At this point, reference can be made to Jim Samson's view on the significance of Leichtentritt's analyses of Chopin's works. From 1850 onwards, in a project spanning some forty years, the German publisher Breitkopf and Härtel compiled collected editions of major composers. It was launched by editions of Bach and Handel (clearly viewed as the foundation stones of German music). The works of Mozart, Beethoven, Schubert, Mendelssohn, Schumann, and Chopin soon followed. According to Samson, Chopin's inclusion is significant in that it was "tantamount to a form of adoption."[48] It confirmed him as "a sort of honorary member of the German tradition," a status further secured by the appearance of serious biographies by Adolf Weismann[49] and Bernard Scharlitt.[50] One of the cornerstones of this tradition was the music of the Viennese classics, which clearly made extensive use of the sonata and sonata form. Beethoven's thirty-two piano sonatas, acknowledged by many as the pinnacle of achievement in this genre, form a part of this select group of works.

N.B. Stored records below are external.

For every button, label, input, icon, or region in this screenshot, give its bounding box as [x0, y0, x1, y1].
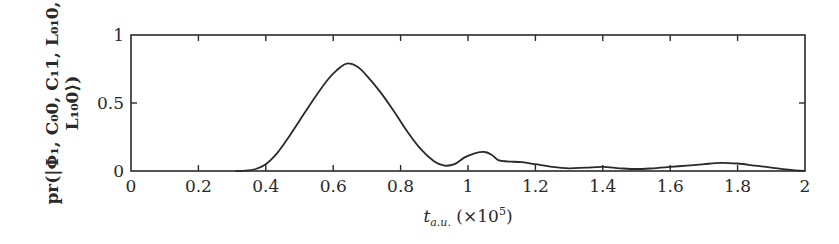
x-axis-title: ta.u. (×105): [423, 205, 512, 229]
x-tick-label: 0.8: [387, 176, 414, 196]
y-tick-label: 0: [113, 161, 124, 181]
y-tick-label: 1: [113, 25, 124, 45]
probability-chart: pr(|Φ₁, C₀0, C₁1, L₀₁0,L₁₀0⟩) 00.20.40.6…: [0, 0, 839, 244]
x-tick-label: 1: [463, 176, 474, 196]
x-tick-label: 2: [800, 176, 811, 196]
y-tick-label: 0.5: [97, 93, 124, 113]
x-axis-ticks: 00.20.40.60.811.21.41.61.82: [126, 35, 811, 196]
x-tick-label: 1.2: [522, 176, 549, 196]
x-tick-label: 0.4: [252, 176, 279, 196]
y-axis-title: pr(|Φ₁, C₀0, C₁1, L₀₁0,L₁₀0⟩): [42, 1, 82, 204]
x-tick-label: 1.6: [657, 176, 684, 196]
x-tick-label: 1.8: [724, 176, 751, 196]
x-tick-label: 0.6: [320, 176, 347, 196]
data-line: [236, 63, 806, 171]
plot-frame: [131, 35, 805, 171]
x-tick-label: 0.2: [185, 176, 212, 196]
y-axis-title-line: L₁₀0⟩): [62, 76, 82, 131]
y-axis-ticks: 00.51: [97, 25, 805, 181]
x-tick-label: 1.4: [589, 176, 616, 196]
x-tick-label: 0: [126, 176, 137, 196]
y-axis-title-line: pr(|Φ₁, C₀0, C₁1, L₀₁0,: [42, 1, 62, 204]
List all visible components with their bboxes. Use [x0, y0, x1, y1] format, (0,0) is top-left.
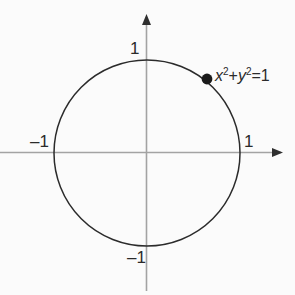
- unit-circle-figure: 1 –1 1 –1 x2+y2=1: [0, 0, 295, 295]
- equation-plus-operator: +: [229, 67, 238, 84]
- x-axis-tick-label-negative: –1: [30, 133, 49, 150]
- equation-variable-x: x: [215, 67, 223, 84]
- equation-variable-y: y: [238, 67, 246, 84]
- x-axis-arrow-icon: [272, 148, 283, 157]
- point-marker: [202, 74, 213, 85]
- y-axis-arrow-icon: [142, 14, 151, 25]
- y-axis-tick-label-negative: –1: [127, 249, 146, 266]
- circle-equation-annotation: x2+y2=1: [215, 68, 270, 84]
- y-axis-tick-label-positive: 1: [130, 40, 139, 57]
- equation-equals-one: =1: [251, 67, 269, 84]
- x-axis-tick-label-positive: 1: [244, 133, 253, 150]
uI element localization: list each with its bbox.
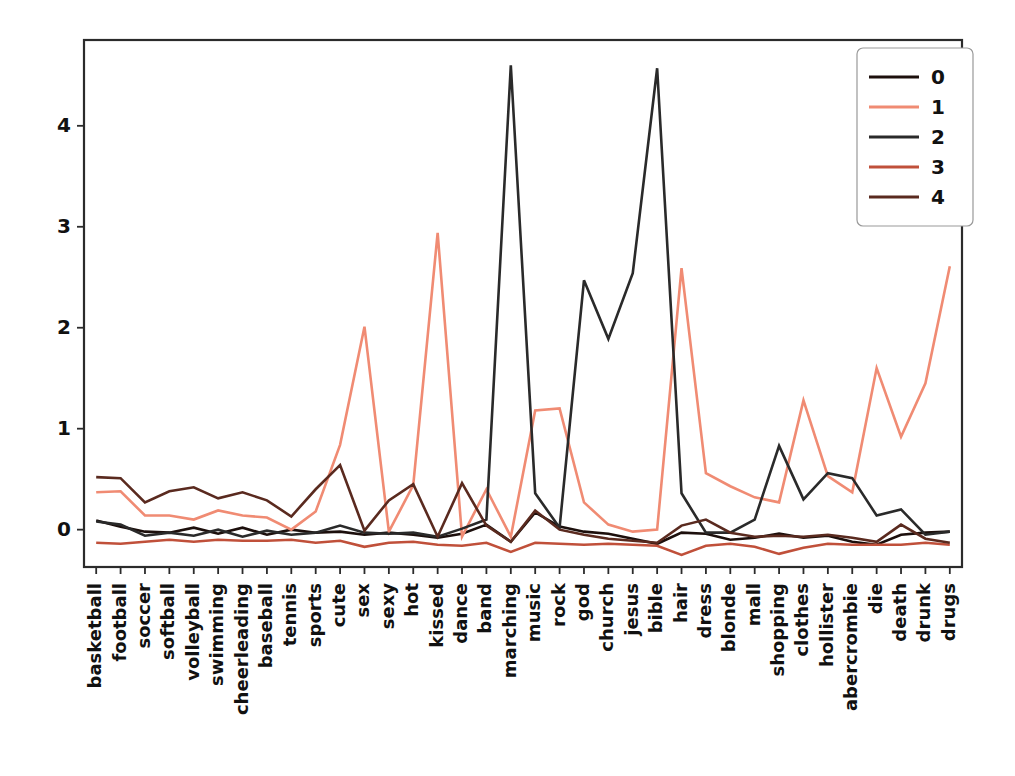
x-tick-label: abercrombie xyxy=(840,583,861,711)
legend[interactable]: 01234 xyxy=(857,48,973,226)
x-tick-label: swimming xyxy=(206,583,227,686)
x-tick-label: sexy xyxy=(377,583,398,630)
legend-label-3: 3 xyxy=(931,155,945,179)
y-tick-label: 1 xyxy=(57,416,71,440)
x-tick-label: tennis xyxy=(279,583,300,646)
x-tick-label: hair xyxy=(670,583,691,623)
y-tick-label: 3 xyxy=(57,214,71,238)
legend-label-0: 0 xyxy=(931,65,945,89)
x-tick-label: hot xyxy=(401,583,422,617)
x-tick-label: bible xyxy=(645,583,666,633)
x-tick-label: kissed xyxy=(426,583,447,648)
plot-background xyxy=(84,40,962,567)
x-tick-label: die xyxy=(865,583,886,614)
x-tick-label: band xyxy=(474,583,495,634)
x-tick-label: cheerleading xyxy=(231,583,252,715)
x-tick-label: death xyxy=(889,583,910,642)
x-tick-label: dress xyxy=(694,583,715,638)
line-chart-canvas: 01234 basketballfootballsoccersoftballvo… xyxy=(0,0,1015,776)
x-tick-label: volleyball xyxy=(182,583,203,681)
chart-figure: 01234 basketballfootballsoccersoftballvo… xyxy=(0,0,1015,776)
x-tick-label: dance xyxy=(450,583,471,644)
x-tick-label: sex xyxy=(352,583,373,618)
x-tick-label: drugs xyxy=(938,583,959,641)
x-tick-label: music xyxy=(523,583,544,642)
x-tick-label: mall xyxy=(743,583,764,626)
legend-label-1: 1 xyxy=(931,95,945,119)
y-tick-label: 0 xyxy=(57,517,71,541)
x-tick-label: blonde xyxy=(718,583,739,652)
legend-label-2: 2 xyxy=(931,125,945,149)
x-tick-label: jesus xyxy=(621,583,642,637)
x-tick-label: cute xyxy=(328,583,349,627)
x-tick-label: shopping xyxy=(767,583,788,677)
x-tick-label: football xyxy=(109,583,130,662)
x-tick-label: clothes xyxy=(791,583,812,657)
y-tick-label: 4 xyxy=(57,113,71,137)
x-tick-label: sports xyxy=(304,583,325,647)
x-tick-label: marching xyxy=(499,583,520,678)
y-axis-ticks: 01234 xyxy=(57,113,84,541)
x-tick-label: basketball xyxy=(84,583,105,688)
legend-label-4: 4 xyxy=(931,185,945,209)
x-tick-label: rock xyxy=(548,582,569,627)
y-tick-label: 2 xyxy=(57,315,71,339)
x-tick-label: drunk xyxy=(913,582,934,642)
x-tick-label: baseball xyxy=(255,583,276,668)
x-tick-label: church xyxy=(596,583,617,652)
x-tick-label: soccer xyxy=(133,583,154,649)
x-tick-label: softball xyxy=(157,583,178,660)
x-tick-label: hollister xyxy=(816,583,837,667)
x-axis-labels: basketballfootballsoccersoftballvolleyba… xyxy=(84,582,959,715)
x-tick-label: god xyxy=(572,583,593,621)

If the prevailing opinion was that Chopin was a master of miniature romantic forms, and not comfortable with writing sonatas and using sonata form, then why was he included in this exclusive German tradition? Moreover, if he was considered a failure with respect to his adoption of the large classical forms (a view accepted by various critics at the time), surely this alone would exclude him from that tradition, regardless of the quality of the remainder of his output? Yet, Chopin's works were included in the

 

[47] ibid., p. 210.

[48] Samson, Jim. 'Chopin Reception: Theory, History, Analysis,' Chopin Studies II ed. Samson, J., Rink, J. (Cambridge: Cambridge University Press, 1994), p. 7.

[49] Weismann, Adolf Chopin (Leipzig, 1912).

[50] Scharlitt, Bernard. Chopin (Leipzig, 1919).